Nor is Treasury above professing good intentions. For years now it has beaten its chest about its supposedly world-leading Living Standards Framework. It asserts that our wellbeing is at the centre of everything it does. Yet no framework for policy analysis has emerged from this effort. The tangible output is a dashboard of indicators. They have nothing to say about whether government policies are making New Zealanders better off or worse off. Absent a policy framework, the risk is that the discrepancies they inevitably reveal as between aggregate categories of people will trigger yet more of the ‘something must be done’ impulse to ill-considered policy action.

Policy analysis is set to get worse. A new form of collectivism is in the ascendancy. Its narrative is that groups whose economic and health outcomes are worse than the population average must be ‘disadvantaged’ by others. The ‘oppressors’ may glibly be the likes of foreign investors, capitalism, white colonisation, and the better off who are, by presumption, guilty of unconscious bias. Glib presumption displaces problem diagnosis. Individuals have no individuality.

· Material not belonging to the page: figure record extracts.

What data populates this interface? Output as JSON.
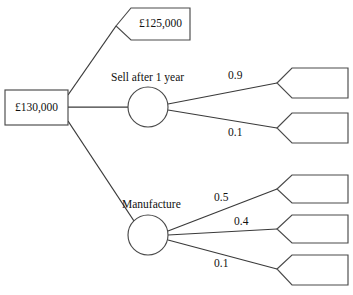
{
  "diagram": {
    "type": "decision-tree",
    "background_color": "#ffffff",
    "line_color": "#3a3a3a",
    "shape_stroke_color": "#4a4a4a",
    "text_color": "#111111",
    "root": {
      "shape": "rectangle",
      "label": "£130,000",
      "x": 5,
      "y": 90,
      "width": 63,
      "height": 35
    },
    "chance_nodes": [
      {
        "name": "sell-after-1-year",
        "caption": "Sell after 1 year",
        "caption_x": 111,
        "caption_y": 78,
        "cx": 148,
        "cy": 107,
        "r": 20
      },
      {
        "name": "manufacture",
        "caption": "Manufacture",
        "caption_x": 122,
        "caption_y": 205,
        "cx": 148,
        "cy": 235,
        "r": 20
      }
    ],
    "terminal_nodes": [
      {
        "name": "sell-now-payoff",
        "shape": "pentagon",
        "label": "£125,000",
        "tip_x": 116,
        "tip_y": 26,
        "left_x": 131,
        "right_x": 190,
        "top_y": 8,
        "bottom_y": 40
      },
      {
        "name": "sell-outcome-high",
        "shape": "pentagon",
        "label": "",
        "tip_x": 277,
        "tip_y": 83,
        "left_x": 292,
        "right_x": 348,
        "top_y": 68,
        "bottom_y": 98
      },
      {
        "name": "sell-outcome-low",
        "shape": "pentagon",
        "label": "",
        "tip_x": 277,
        "tip_y": 128,
        "left_x": 292,
        "right_x": 348,
        "top_y": 113,
        "bottom_y": 143
      },
      {
        "name": "manufacture-outcome-high",
        "shape": "pentagon",
        "label": "",
        "tip_x": 277,
        "tip_y": 189,
        "left_x": 292,
        "right_x": 348,
        "top_y": 175,
        "bottom_y": 203
      },
      {
        "name": "manufacture-outcome-mid",
        "shape": "pentagon",
        "label": "",
        "tip_x": 277,
        "tip_y": 229,
        "left_x": 292,
        "right_x": 348,
        "top_y": 215,
        "bottom_y": 243
      },
      {
        "name": "manufacture-outcome-low",
        "shape": "pentagon",
        "label": "",
        "tip_x": 277,
        "tip_y": 269,
        "left_x": 292,
        "right_x": 348,
        "top_y": 255,
        "bottom_y": 285
      }
    ],
    "branches": [
      {
        "name": "branch-root-to-sell-now",
        "x1": 68,
        "y1": 95,
        "x2": 116,
        "y2": 26,
        "label": ""
      },
      {
        "name": "branch-root-to-sell-after-1-year",
        "x1": 68,
        "y1": 107,
        "x2": 128,
        "y2": 107,
        "label": ""
      },
      {
        "name": "branch-root-to-manufacture",
        "x1": 68,
        "y1": 121,
        "x2": 134,
        "y2": 221,
        "label": ""
      },
      {
        "name": "branch-sell-high",
        "x1": 168,
        "y1": 104,
        "x2": 277,
        "y2": 83,
        "label": "0.9",
        "label_x": 228,
        "label_y": 76
      },
      {
        "name": "branch-sell-low",
        "x1": 168,
        "y1": 110,
        "x2": 277,
        "y2": 128,
        "label": "0.1",
        "label_x": 228,
        "label_y": 133
      },
      {
        "name": "branch-manufacture-high",
        "x1": 168,
        "y1": 231,
        "x2": 277,
        "y2": 189,
        "label": "0.5",
        "label_x": 214,
        "label_y": 198
      },
      {
        "name": "branch-manufacture-mid",
        "x1": 168,
        "y1": 235,
        "x2": 277,
        "y2": 229,
        "label": "0.4",
        "label_x": 234,
        "label_y": 222
      },
      {
        "name": "branch-manufacture-low",
        "x1": 168,
        "y1": 240,
        "x2": 277,
        "y2": 269,
        "label": "0.1",
        "label_x": 214,
        "label_y": 264
      }
    ]
  }
}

The polarising focus on the collective or group, as if it is a homogenous whole with sharp boundaries, undermines horizontal equity. This is the notion that those in equal (needy) circumstances deserve equal treatment, even if they do not belong to a ‘disadvantaged’ group. More broadly, the focus on group membership undermines the importance of individual dignity, values, choice, liberty, initiative, work ethic and enterprise. Social cohesion becomes at risk.

The government faces a tough year in good part because it is locked into promoting major changes whose public interest justification is thin and whose nature is polarising. Worthy aspirations and fine intentions do not answer hard questions about likely effects.

For opposition parties, this is an opportunity. For those who care about public policy, it is a train wreck.